Open jman904 opened 2 months ago
Thank you for the feedback. In general, we are well aware of limits of the app and the series, and to me, it could use a holistic content pass to flesh everything out or even a remake to unlock some technological limitations. I'd like to go through everything and flesh it out more. But we have to focus on our school curriculum.
I think your issue, while I agree it would be something worth introducing, is something beyond the scope of this lesson, whose goal is just introducing how to access elements in an array by index. The lesson could be modified to make this more explicit.
I thought we reused the inventory example after this lesson closer to what you suggest, with dictionaries, but I'll have to check again.
I also found it unclear how to complete this task. I believe my issue is because the inventory array shown in the code was empty, and it didn't make much sense to iterate over or index into an empty array. I thought I might have to populate the array with something, but I couldn't figure out how to make that make sense.
The starting code:
var inventory = []
func pick_items():
It turns out that this array is actually populated with items, so I tried approaching the problem the same way as @jman904 and ran into the same issues. I had to look at the suggested solution to figure out what I was supposed to do for this problem, and that it expected me to just hard-code inventory indexes of the items I wanted to use.
I think if the inventory was declared as var inventory = ["gems", "sword", "shield", ....]
, or something similar, it would be a bit more intuitive how you're supposed to solve the problem.
I have a programming background so my immediate thought was that loops and conditional checking was what the problem was looking for, especially since the lesson module discusses use of the size() method. Something to the effect of
I wrote this solution assuming the inventory array contained strings, as shown in the associated lesson module, and was surprised to find this was not the case; string matching failed, inventory wasn't really accessible, print functions (e.g., print(inventory.size()) didn't work like in the lesson) and my solution was just super broken. I then realized this was maybe over-engineered and tried the much simpler answer of human visual inspection of the inventory array image on the right and gave a hard-coded answer of use_item(inventory[x]) use_item(inventory[y]) and it worked. This feels wrong from a teaching perspective.

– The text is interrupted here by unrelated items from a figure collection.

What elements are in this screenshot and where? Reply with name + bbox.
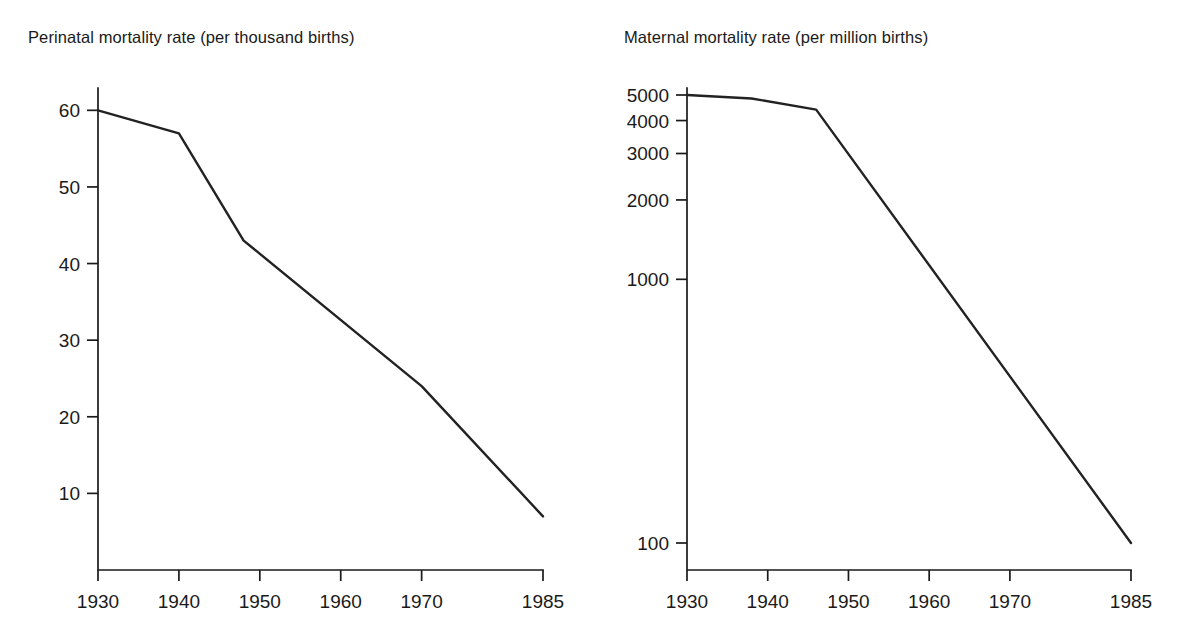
- y-tick-label: 4000: [600, 111, 669, 130]
- y-tick-label: 40: [0, 254, 80, 273]
- data-line-maternal: [687, 95, 1131, 543]
- x-tick-label: 1985: [522, 592, 564, 611]
- y-tick-label: 5000: [600, 86, 669, 105]
- plot-area-perinatal: [0, 0, 600, 640]
- x-tick-label: 1930: [666, 592, 708, 611]
- axis-lines-perinatal: [98, 88, 543, 570]
- chart-panel-perinatal: Perinatal mortality rate (per thousand b…: [0, 0, 600, 640]
- x-tick-label: 1950: [827, 592, 869, 611]
- axis-lines-maternal: [687, 88, 1131, 570]
- x-tick-label: 1940: [158, 592, 200, 611]
- y-tick-marks-perinatal: [87, 110, 98, 493]
- y-tick-label: 60: [0, 101, 80, 120]
- y-tick-label: 3000: [600, 144, 669, 163]
- x-tick-label: 1970: [989, 592, 1031, 611]
- x-tick-label: 1985: [1110, 592, 1152, 611]
- x-tick-label: 1960: [320, 592, 362, 611]
- data-line-perinatal: [98, 110, 543, 516]
- x-tick-label: 1940: [747, 592, 789, 611]
- x-tick-marks-perinatal: [98, 570, 543, 581]
- y-tick-marks-maternal: [676, 95, 687, 543]
- x-tick-label: 1960: [908, 592, 950, 611]
- y-tick-label: 50: [0, 177, 80, 196]
- y-tick-label: 2000: [600, 190, 669, 209]
- y-tick-label: 100: [600, 534, 669, 553]
- y-tick-label: 20: [0, 407, 80, 426]
- y-tick-label: 10: [0, 484, 80, 503]
- x-tick-label: 1950: [239, 592, 281, 611]
- x-tick-label: 1970: [400, 592, 442, 611]
- x-tick-label: 1930: [77, 592, 119, 611]
- y-tick-label: 1000: [600, 270, 669, 289]
- figure-container: Perinatal mortality rate (per thousand b…: [0, 0, 1182, 640]
- y-tick-label: 30: [0, 331, 80, 350]
- chart-panel-maternal: Maternal mortality rate (per million bir…: [600, 0, 1182, 640]
- plot-area-maternal: [600, 0, 1182, 640]
- x-tick-marks-maternal: [687, 570, 1131, 581]
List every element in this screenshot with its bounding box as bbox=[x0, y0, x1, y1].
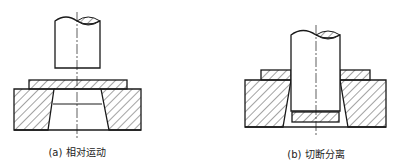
die-a bbox=[14, 89, 141, 130]
sheet-strip-a bbox=[29, 80, 127, 89]
punch-a bbox=[55, 17, 100, 68]
slug-b bbox=[292, 112, 339, 122]
sheet-strip-left-b bbox=[261, 70, 291, 80]
figure-a bbox=[14, 12, 141, 138]
punch-b bbox=[291, 31, 340, 112]
caption-b: (b) 切断分离 bbox=[287, 146, 344, 161]
punching-process-diagram bbox=[0, 0, 395, 167]
sheet-strip-right-b bbox=[340, 70, 370, 80]
caption-a: (a) 相对运动 bbox=[48, 144, 105, 159]
figure-b bbox=[245, 25, 386, 136]
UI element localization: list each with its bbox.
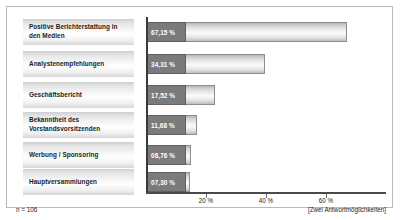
- category-label-line2: den Medien: [29, 32, 128, 41]
- category-label: Hauptversammlungen: [23, 169, 134, 195]
- y-axis-line: [146, 17, 148, 193]
- category-label: Werbung / Sponsoring: [23, 142, 134, 168]
- x-axis-tick-label: 40 %: [259, 197, 273, 204]
- category-label-line2: Vorstandsvorsitzenden: [29, 125, 128, 134]
- x-axis-tick-label: 20 %: [199, 197, 213, 204]
- bar-row: Analystenempfehlungen 34,31 %: [23, 51, 386, 77]
- category-label-line1: Analystenempfehlungen: [29, 60, 128, 69]
- bar-value-label: 07,30 %: [146, 172, 186, 192]
- category-label: Geschäftsbericht: [23, 82, 134, 108]
- chart-plot-area: Positive Berichterstattung in den Medien…: [7, 7, 392, 207]
- bar-row: Geschäftsbericht 17,52 %: [23, 82, 386, 108]
- category-label-line1: Geschäftsbericht: [29, 91, 128, 100]
- bar-value-label: 67,15 %: [146, 22, 186, 42]
- bar-row: Werbung / Sponsoring 08,76 %: [23, 142, 386, 168]
- bar-value-label: 17,52 %: [146, 85, 186, 105]
- bar-value-label: 34,31 %: [146, 54, 186, 74]
- bar-value-label: 08,76 %: [146, 145, 186, 165]
- category-label-line1: Werbung / Sponsoring: [29, 151, 128, 160]
- category-label: Analystenempfehlungen: [23, 51, 134, 77]
- category-label-line1: Bekanntheit des: [29, 116, 128, 125]
- bar-row: Bekanntheit des Vorstandsvorsitzenden 11…: [23, 112, 386, 138]
- category-label: Bekanntheit des Vorstandsvorsitzenden: [23, 112, 134, 138]
- bar-value-label: 11,68 %: [146, 115, 186, 135]
- category-label-line1: Positive Berichterstattung in: [29, 23, 128, 32]
- bar-row: Positive Berichterstattung in den Medien…: [23, 19, 386, 45]
- category-label-line1: Hauptversammlungen: [29, 178, 128, 187]
- chart-frame: Positive Berichterstattung in den Medien…: [6, 6, 393, 208]
- category-label: Positive Berichterstattung in den Medien: [23, 19, 134, 45]
- sample-size-note: n = 106: [16, 206, 37, 213]
- answer-options-note: [Zwei Antwortmöglichkeiten]: [308, 206, 386, 213]
- x-axis-tick-label: 60 %: [319, 197, 333, 204]
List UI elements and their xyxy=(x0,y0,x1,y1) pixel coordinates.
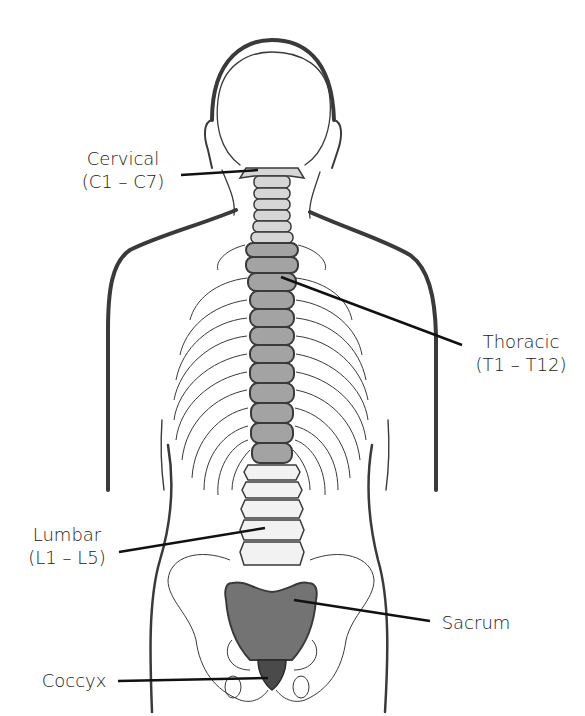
lumbar-label: Lumbar (L1 – L5) xyxy=(22,523,112,569)
cervical-vertebrae xyxy=(240,168,304,243)
coccyx-bone xyxy=(258,660,286,690)
thoracic-range: (T1 – T12) xyxy=(466,353,576,376)
lumbar-range: (L1 – L5) xyxy=(22,546,112,569)
lumbar-name: Lumbar xyxy=(22,523,112,546)
sacrum-name: Sacrum xyxy=(436,611,516,634)
thoracic-label: Thoracic (T1 – T12) xyxy=(466,330,576,376)
coccyx-leader-line xyxy=(118,678,268,681)
lumbar-vertebrae xyxy=(240,465,304,565)
sacrum-label: Sacrum xyxy=(436,611,516,634)
cervical-range: (C1 – C7) xyxy=(78,170,168,193)
cervical-name: Cervical xyxy=(78,147,168,170)
sacrum-bone xyxy=(225,582,316,660)
coccyx-name: Coccyx xyxy=(34,669,114,692)
thoracic-name: Thoracic xyxy=(466,330,576,353)
cervical-label: Cervical (C1 – C7) xyxy=(78,147,168,193)
thoracic-vertebrae xyxy=(246,243,298,463)
coccyx-label: Coccyx xyxy=(34,669,114,692)
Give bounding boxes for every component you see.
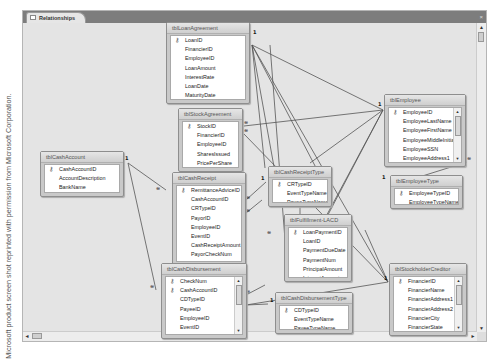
scroll-right-icon[interactable]: ► [469,332,477,340]
field-row[interactable]: CashDisbursementAmou [166,332,242,335]
field-row[interactable]: EventTypeName [280,315,348,324]
field-row[interactable]: FinancierAddress1 [394,295,462,304]
vertical-scrollbar[interactable]: ▲ ▼ [476,23,486,332]
field-row[interactable]: SharesIssued [183,150,238,159]
field-row[interactable]: BankName [45,183,119,192]
scroll-down-icon[interactable]: ▼ [235,327,242,334]
field-row[interactable]: ⚷LoanID [171,36,245,45]
scroll-thumb[interactable] [455,116,461,136]
field-row[interactable]: ⚷CheckNum [166,277,242,286]
field-row[interactable]: FinancierName [394,286,462,295]
field-row[interactable]: FinancierAddress2 [394,305,462,314]
field-list-scrollbar[interactable]: ▲ ▼ [234,277,242,334]
table-cash-account[interactable]: tblCashAccount ⚷CashAccountID AccountDes… [40,151,124,197]
field-row[interactable]: ⚷RemittanceAdviceID [177,186,241,195]
table-employee[interactable]: tblEmployee ⚷EmployeeID EmployeeLastName… [384,94,466,167]
scroll-down-icon[interactable]: ▼ [455,324,462,331]
field-row[interactable]: EmployeeID [166,314,242,323]
field-row[interactable]: FinancierCity [394,314,462,323]
scroll-down-icon[interactable]: ▼ [454,155,461,162]
table-fulfillment-lacd[interactable]: tblFulfillment-LACD ⚷LoanPaymentID LoanI… [284,214,352,282]
scroll-up-icon[interactable]: ▲ [235,277,242,284]
field-row[interactable]: ⚷LoanPaymentID [289,228,347,237]
table-loan-agreement[interactable]: tblLoanAgreement ⚷LoanID FinancierID Emp… [166,22,250,104]
table-title[interactable]: tblCashReceiptType [269,167,331,178]
field-row[interactable]: EmployeeAddress1 [389,154,461,163]
field-row[interactable]: FinancierState [394,323,462,332]
table-title[interactable]: tblCashDisbursementType [276,293,352,304]
field-row[interactable]: AccountDescription [45,174,119,183]
field-row[interactable]: InterestAmount [289,274,347,278]
field-row[interactable]: PaymentDueDate [289,246,347,255]
table-title[interactable]: tblCashAccount [41,152,123,163]
field-row[interactable]: EmployeeLastName [389,117,461,126]
field-row[interactable]: PayeeTypeName [273,198,327,203]
table-title[interactable]: tblStockAgreement [179,109,242,120]
field-row[interactable]: ⚷CashAccountID [45,165,119,174]
field-row[interactable]: LoanDate [171,82,245,91]
field-row[interactable]: EmployeeMiddleInitial [389,136,461,145]
table-cash-receipt-type[interactable]: tblCashReceiptType ⚷CRTypeID EventTypeNa… [268,166,332,207]
field-row[interactable]: PayeeTypeName [280,324,348,330]
scroll-down-icon[interactable]: ▼ [477,324,486,332]
field-row[interactable]: InterestRate [171,73,245,82]
table-title[interactable]: tblStockholderCreditor [390,264,466,275]
table-title[interactable]: tblEmployee [385,95,465,106]
field-row[interactable]: EventTypeName [273,189,327,198]
field-row[interactable]: EventID [177,232,241,241]
field-row[interactable]: ⚷FinancierID [394,277,462,286]
field-row[interactable]: PayorID [177,214,241,223]
table-title[interactable]: tblEmployeeType [391,176,462,187]
field-row[interactable]: ⚷EmployeeID [389,108,461,117]
field-row[interactable]: PaymentNum [289,256,347,265]
field-row[interactable]: EmployeeFirstName [389,126,461,135]
field-row[interactable]: PricePerShare [183,159,238,168]
field-row[interactable]: ⚷CDTypeID [280,306,348,315]
field-row[interactable]: CashAccountID [177,195,241,204]
field-row[interactable]: ⚷CRTypeID [273,180,327,189]
scroll-left-icon[interactable]: ◄ [23,332,31,340]
scroll-up-icon[interactable]: ▲ [454,108,461,115]
field-row[interactable]: LoanAmount [171,64,245,73]
field-row[interactable]: PayorCheckNum [177,250,241,259]
table-title[interactable]: tblLoanAgreement [167,23,249,34]
scroll-up-icon[interactable]: ▲ [455,277,462,284]
field-row[interactable]: CashReceiptDate [177,260,241,263]
field-row[interactable]: ⚷EmployeeTypeID [395,189,458,198]
field-row[interactable]: EmployeeSSN [389,145,461,154]
field-row[interactable]: EmployeeTypeName [395,198,458,205]
field-list-scrollbar[interactable]: ▲ ▼ [453,108,461,162]
field-row[interactable]: PrincipalAmount [289,265,347,274]
close-icon[interactable]: × [479,12,483,22]
table-cash-disbursement-type[interactable]: tblCashDisbursementType ⚷CDTypeID EventT… [275,292,353,334]
field-row[interactable]: EmployeeID [183,140,238,149]
table-cash-disbursement[interactable]: tblCashDisbursement ⚷CheckNum ⚷CashAccou… [161,263,247,339]
table-title[interactable]: tblCashDisbursement [162,264,246,275]
table-employee-type[interactable]: tblEmployeeType ⚷EmployeeTypeID Employee… [390,175,463,209]
field-list-scrollbar[interactable]: ▲ ▼ [454,277,462,331]
table-title[interactable]: tblCashReceipt [173,173,245,184]
field-row[interactable]: FinancierID [183,131,238,140]
scroll-thumb[interactable] [236,285,242,305]
field-row[interactable]: ⚷CashAccountID [166,286,242,295]
scroll-thumb-horizontal[interactable] [32,333,42,339]
field-row[interactable]: MaturityDate [171,91,245,100]
scroll-thumb[interactable] [478,32,484,42]
field-row[interactable]: LoanID [289,237,347,246]
field-row[interactable]: EmployeeID [171,54,245,63]
field-row[interactable]: PayeeID [166,305,242,314]
table-title[interactable]: tblFulfillment-LACD [285,215,351,226]
table-stockholder-creditor[interactable]: tblStockholderCreditor ⚷FinancierID Fina… [389,263,467,336]
field-row[interactable]: CDTypeID [166,295,242,304]
table-stock-agreement[interactable]: tblStockAgreement ⚷StockID FinancierID E… [178,108,243,172]
field-row[interactable]: ⚷StockID [183,122,238,131]
scroll-up-icon[interactable]: ▲ [477,23,486,31]
field-row[interactable]: CRTypeID [177,204,241,213]
scroll-thumb[interactable] [456,285,462,305]
table-cash-receipt[interactable]: tblCashReceipt ⚷RemittanceAdviceID CashA… [172,172,246,266]
field-row[interactable]: FinancierID [171,45,245,54]
field-row[interactable]: EventID [166,323,242,332]
field-row[interactable]: EmployeeID [177,223,241,232]
field-row[interactable]: CashReceiptAmount [177,241,241,250]
tab-relationships[interactable]: Relationships [26,12,86,23]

As a long time programmer and teacher, this lesson/practice really bothered me because it teaches a bad habit of hardcoding magic values specific to the example and doesn't teach anything about the dynamic nature of data which is a core concept. I feel like a much better lesson would include more boilerplate code to scan the inventory array, as described above in the pseudocode, and have the student flesh it out the rest of the way to make it functional in a more general purpose way (and teach better habits that more closely reflect real-world use cases). Maybe even just provide the full answer for finding the first sword and leave the student to copy it for finding the shield. Also maybe consider renaming the function pick_sword_and_shield() to be specific to the above pseudocode if making these changes.